Dirge - Alan Dean Foster [124]
The members of the armada’s commanding general staff were rotated along with enlisted personnel and low-ranking civilian affiliates, but they were united in their frustration. As one admiral put it, the blockade was war conducted entirely under cover of night, where night covered nothing. There could be no surprise attacks launched on an alerted, technologically sophisticated species. Instrumentation that never slept saw to that. Mind could only do so much before it was necessary for machine to take over. For a soldier it was hard to sustain the energy and alertness demanded of a fight with an enemy one could not see. Even the enemy’s worlds were no more than another bright couple of points of light in the galactic sky.
Yet no one thought of giving up. Treetrunk could not be forgotten. Even so, despite the comparative recentness of the outrage, it was already starting to fade a little in the minds of a small but growing segment of the population. The media strove to maintain interest, but a blockade is not like a series of dramatic encounters in space. The battle for control of stasis did not play as well on the evening tridee as an invasion.
Something had to be done. Something had to happen to change the unacceptable status quo, and both military and civilian strategists realized that in that regard sooner would be better than later. By now more than a year had passed since the Wellington and the rest of the armada had entered the system of the Pitarian Dominion to the cheers and vengeful shouts of the majority of humankind. Almost that much time had passed since there had been any perceptible change in that status. In the interim, the cheers had given way to grudging acceptance of the blockade, and the vengeful shouts to orchestrated growlings of support. The military was aware of the threat of germinating discontent, but there was nothing more they could do than what they were already doing.
Others, however, had different ideas.
19
“Why should we help them any more than we already have? Why should the hives, cruk!ck, get involved?”
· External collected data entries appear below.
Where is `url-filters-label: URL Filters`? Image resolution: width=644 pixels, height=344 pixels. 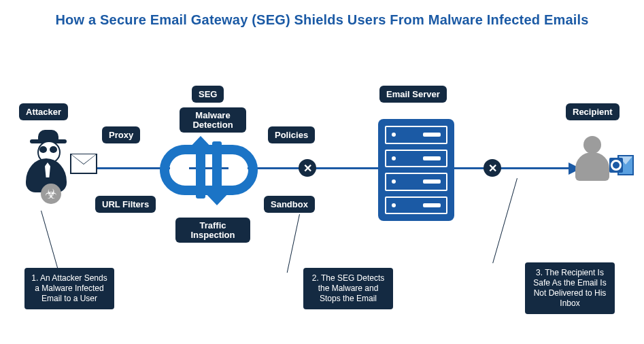 url-filters-label: URL Filters is located at coordinates (125, 204). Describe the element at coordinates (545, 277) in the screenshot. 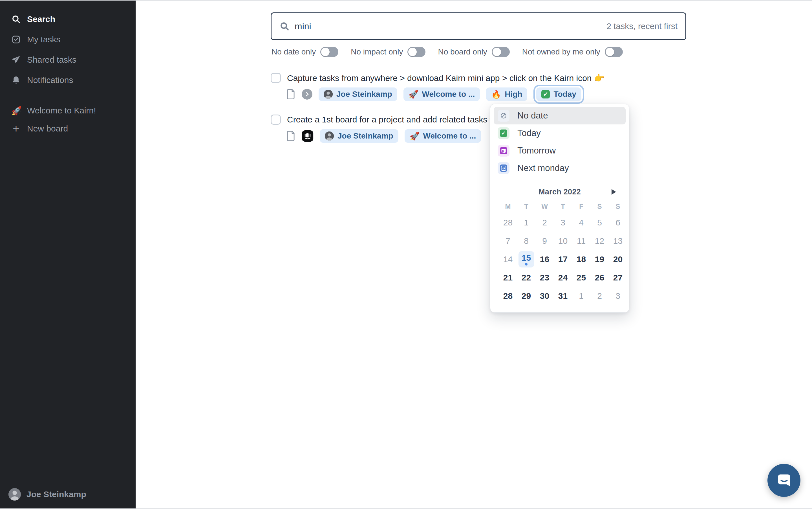

I see `calendar-day: 23` at that location.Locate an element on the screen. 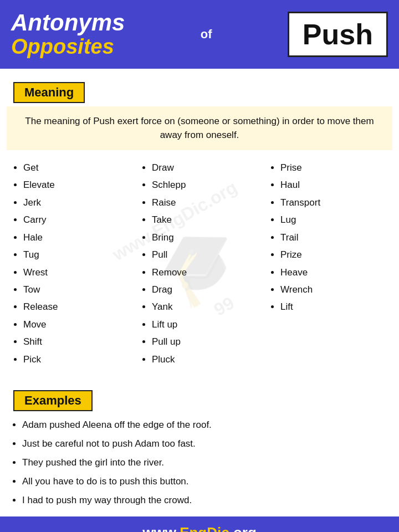  list-item: Tow is located at coordinates (78, 289). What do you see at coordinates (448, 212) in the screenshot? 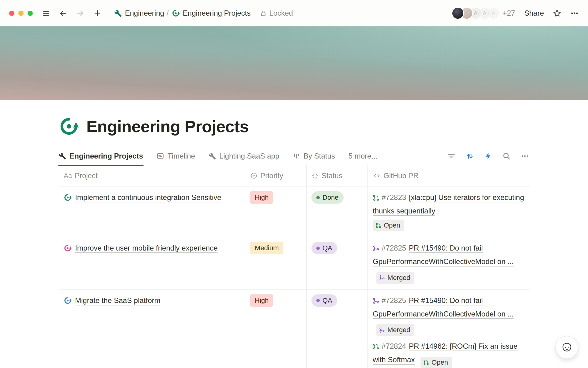
I see `github-pr-cell: #72823[xla:cpu] Use iterators for execut…` at bounding box center [448, 212].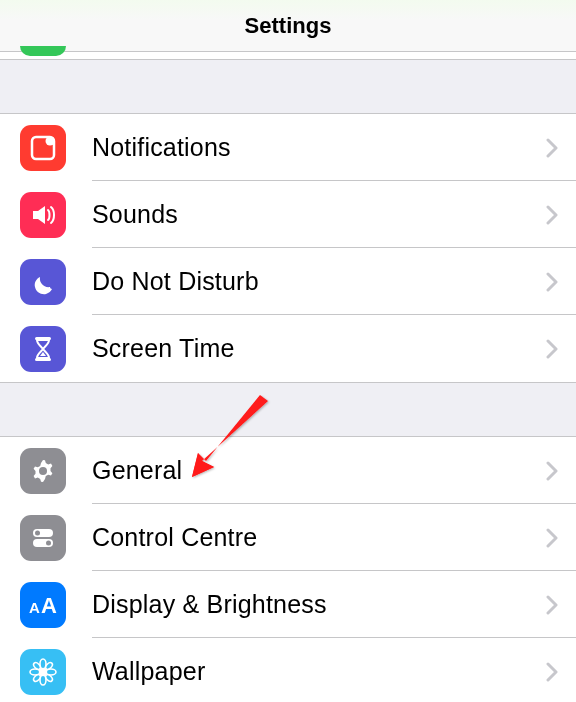 This screenshot has height=702, width=576. Describe the element at coordinates (43, 349) in the screenshot. I see `hourglass-icon` at that location.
“Yes,” another member of the circle agreed. “There is no compelling reason for putting thranx lives at risk.” Leaning back, the speaker raised all four hands in order to gesture simultaneously. “These humans do not even like us!”
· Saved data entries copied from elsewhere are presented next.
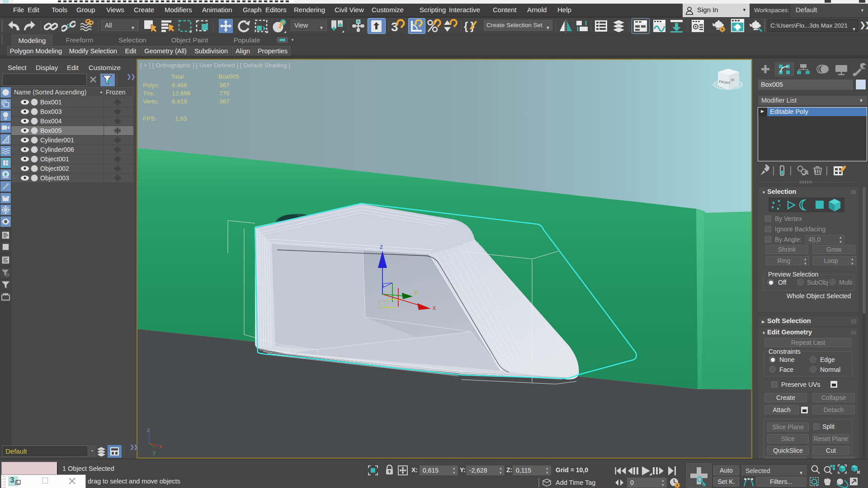  I want to click on svg-text: Total, so click(177, 77).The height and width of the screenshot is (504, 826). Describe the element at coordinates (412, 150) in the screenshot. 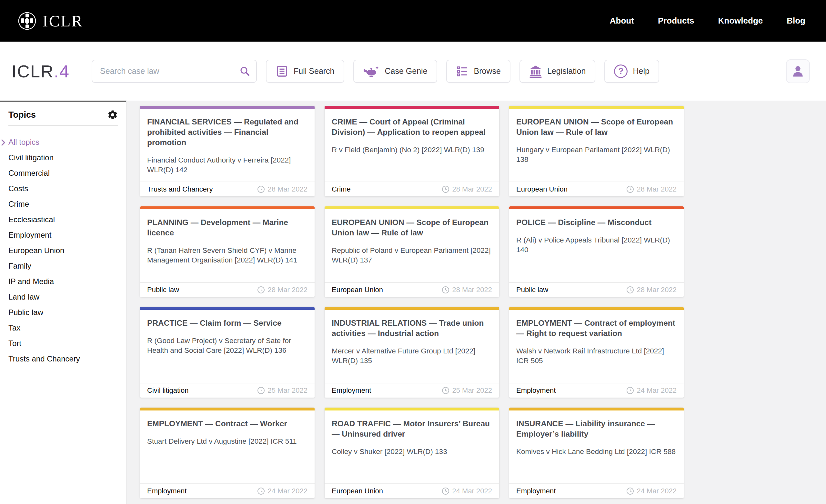

I see `card-citation: R v Field (Benjamin) (No 2) [2022] WLR(D…` at that location.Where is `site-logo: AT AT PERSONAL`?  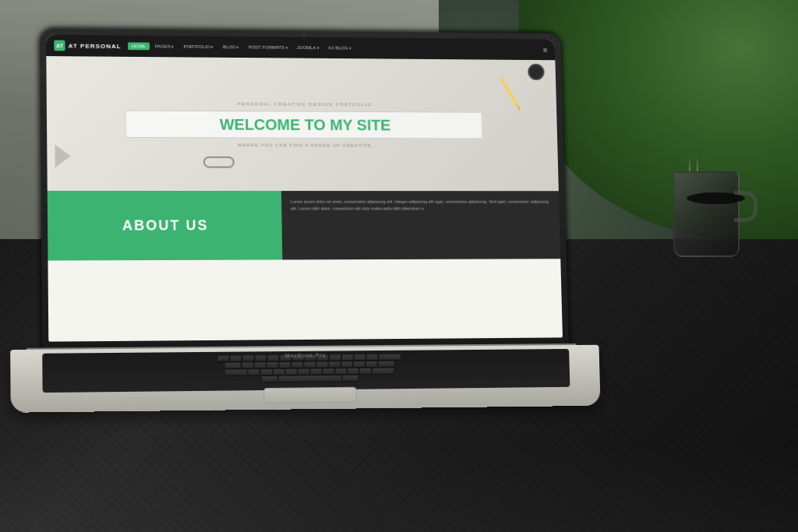 site-logo: AT AT PERSONAL is located at coordinates (87, 45).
“I can just see,” still a third sarcastically declared, “these humans risking their own lives to aid us if the situation were reversed. Put them in a tunnel with only us facing danger, and they will turn and run the other way.”
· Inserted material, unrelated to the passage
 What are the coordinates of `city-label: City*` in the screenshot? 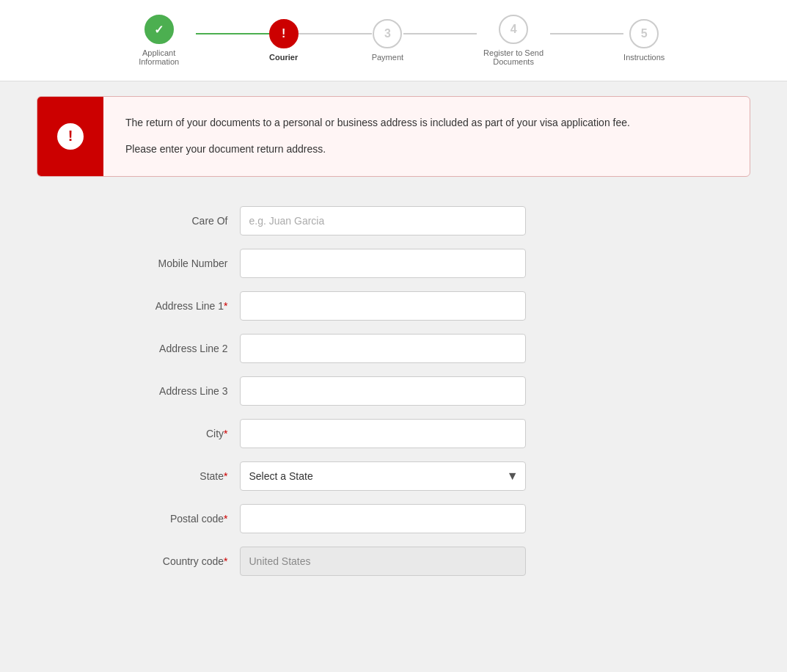 It's located at (166, 434).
When the dissenters had had their say, the Tri-Eint Debreljinav activated the pickup before her and was respectfully conceded queen’s dominance. Since the advent of hormonal extracts that had enabled any thranx female to lay fertile eggs, the lineage of hereditary queendom had vanished from thranx civilization. Subsequent to the enforced abdication of procreative royalty, many heraldic vestiges of those primitive times had assumed highly formalized places in thranx culture. One such was the rotating speaking position of queen’s dominance.
No member of the Grand Council was more respected than Debreljinav. Not many were older; few were as perceptive. Chosen leader of both the hive Jin and the clan Av, she had advanced to the exalted position of eint at an unusually early age, retaining the post while acquiring honor and prestige over the years. Now she could rise no higher, being one of those the great mass hive of thranx had chosen to govern not only Hivehom but the colony worlds as well.
“It is clear what benefits accrue to us if we remain neutral, like the Quillp. But what might we lose by doing so, and what more might we gain by becoming actively involved?”
An eint seated among the opposition responded without hesitation. “We lose nothing because we have nothing to gain.” Sympathetic stridulation by those of like mind momentarily filled the room with the din of a hundred improperly tuned violas.
“Nothing?” a supporter of intervention argued.